In a motley collection of previously published pieces, novelist and essayist Lopate examines with unique intelligence and an unforgiving eye everything from the smell of his navel to a film by Godard.
The volume begins playfully with “Notes Toward an Introduction,” which the author never completed due to an untimely death (fear not: he lives). Fortunately, Lopate (Totally, Tenderly, Tragically, 1998, etc.) quickly abandons this unnecessary inanity and proceeds to offer evidence why he is one of America’s most admired essayists.
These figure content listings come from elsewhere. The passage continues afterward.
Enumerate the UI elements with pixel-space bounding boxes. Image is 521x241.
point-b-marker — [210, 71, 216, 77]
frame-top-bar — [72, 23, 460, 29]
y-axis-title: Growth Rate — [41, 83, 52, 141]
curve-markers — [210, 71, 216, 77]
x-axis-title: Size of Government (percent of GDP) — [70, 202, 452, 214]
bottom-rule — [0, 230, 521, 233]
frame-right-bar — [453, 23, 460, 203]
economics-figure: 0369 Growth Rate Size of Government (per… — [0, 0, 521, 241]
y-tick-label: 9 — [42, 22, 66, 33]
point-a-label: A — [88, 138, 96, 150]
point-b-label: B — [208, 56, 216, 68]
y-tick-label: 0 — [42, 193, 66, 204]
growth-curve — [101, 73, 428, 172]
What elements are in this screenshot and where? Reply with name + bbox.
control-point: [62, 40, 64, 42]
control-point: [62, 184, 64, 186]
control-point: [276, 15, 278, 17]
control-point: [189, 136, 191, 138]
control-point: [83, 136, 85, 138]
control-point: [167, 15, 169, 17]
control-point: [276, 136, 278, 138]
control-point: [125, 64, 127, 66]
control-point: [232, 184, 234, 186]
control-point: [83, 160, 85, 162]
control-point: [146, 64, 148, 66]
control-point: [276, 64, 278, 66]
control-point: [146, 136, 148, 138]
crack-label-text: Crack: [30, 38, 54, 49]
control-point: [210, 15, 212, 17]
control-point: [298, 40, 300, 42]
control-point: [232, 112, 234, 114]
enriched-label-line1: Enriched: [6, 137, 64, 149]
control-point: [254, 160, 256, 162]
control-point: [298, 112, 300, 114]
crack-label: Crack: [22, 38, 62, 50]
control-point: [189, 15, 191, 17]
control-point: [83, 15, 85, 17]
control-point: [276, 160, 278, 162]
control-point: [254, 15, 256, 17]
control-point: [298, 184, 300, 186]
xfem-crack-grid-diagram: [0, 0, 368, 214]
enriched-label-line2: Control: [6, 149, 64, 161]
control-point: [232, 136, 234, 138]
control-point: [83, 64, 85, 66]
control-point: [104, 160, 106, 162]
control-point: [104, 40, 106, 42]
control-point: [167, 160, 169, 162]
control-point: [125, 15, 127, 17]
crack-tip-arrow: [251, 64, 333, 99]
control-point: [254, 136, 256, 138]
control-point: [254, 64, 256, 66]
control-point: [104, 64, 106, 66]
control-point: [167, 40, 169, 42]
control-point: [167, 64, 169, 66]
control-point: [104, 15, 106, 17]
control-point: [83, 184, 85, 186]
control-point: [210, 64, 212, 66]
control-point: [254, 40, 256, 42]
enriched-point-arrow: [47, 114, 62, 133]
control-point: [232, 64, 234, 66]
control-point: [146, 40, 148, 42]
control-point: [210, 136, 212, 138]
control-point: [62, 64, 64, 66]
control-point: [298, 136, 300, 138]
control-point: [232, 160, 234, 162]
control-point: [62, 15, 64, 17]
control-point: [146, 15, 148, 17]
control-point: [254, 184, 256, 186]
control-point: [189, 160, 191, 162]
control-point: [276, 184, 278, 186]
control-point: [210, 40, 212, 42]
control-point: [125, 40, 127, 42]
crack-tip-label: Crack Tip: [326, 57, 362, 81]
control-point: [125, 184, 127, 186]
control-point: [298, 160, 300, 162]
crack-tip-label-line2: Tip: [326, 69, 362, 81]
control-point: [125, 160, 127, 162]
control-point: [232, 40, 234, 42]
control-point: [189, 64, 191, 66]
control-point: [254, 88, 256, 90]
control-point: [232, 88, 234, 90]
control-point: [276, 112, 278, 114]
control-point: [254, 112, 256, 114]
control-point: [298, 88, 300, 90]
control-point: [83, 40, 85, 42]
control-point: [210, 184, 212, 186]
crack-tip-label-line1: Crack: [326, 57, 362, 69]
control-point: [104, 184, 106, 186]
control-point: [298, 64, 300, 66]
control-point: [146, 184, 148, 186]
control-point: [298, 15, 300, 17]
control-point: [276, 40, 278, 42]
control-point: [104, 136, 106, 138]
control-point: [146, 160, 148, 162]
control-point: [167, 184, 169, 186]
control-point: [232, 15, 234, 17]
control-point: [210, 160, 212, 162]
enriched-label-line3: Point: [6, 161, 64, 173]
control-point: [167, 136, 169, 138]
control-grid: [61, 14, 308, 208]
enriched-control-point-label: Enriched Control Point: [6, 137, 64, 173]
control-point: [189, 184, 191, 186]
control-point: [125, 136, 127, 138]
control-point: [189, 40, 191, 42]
The 29 pieces form a sort of rough memoir, beginning with a reminiscence of his early years of school (his first grade teacher had a glass eye) and concluding with a wrenching description of the death of his father in 1995, followed by a brief mediation on love serving as a sort of encore. Some of these essays are—or soon will be—classics of the genre. “Samson and Delilah and the Kids,” which considers the impact on his own life of both the biblical and Cecil B. DeMille versions of this classic battle of the sexes, is a brilliant instance of how research and scholarship can illuminate the most intimate of concerns. A piece about his infatuation with a Korean woman appears in some ways to be a transcript of everyman’s imagination. Lopate can wax silly (he writes about shaving a beard and buying a cat and shushing noisy people in movie theaters), somber (he tells about the deaths of colleagues, one by suicide, another by cancer), bemused (he wonders why a relationship with a woman named Claire never seemed to ignite), and (fortunately not often) a tad self-righteous. One of his longest, most tedious narratives tells about a production of Uncle Vanya he once mounted with elementary-school children: it turned out wonderfully, and everyone learned ever so much. Thank goodness this is not typical.
Displays in abundance the author’s astonishing ability to listen to—and record in prose that approaches perfect—the music of his own thoughts as he sometimes stumbles, sometimes glides through life.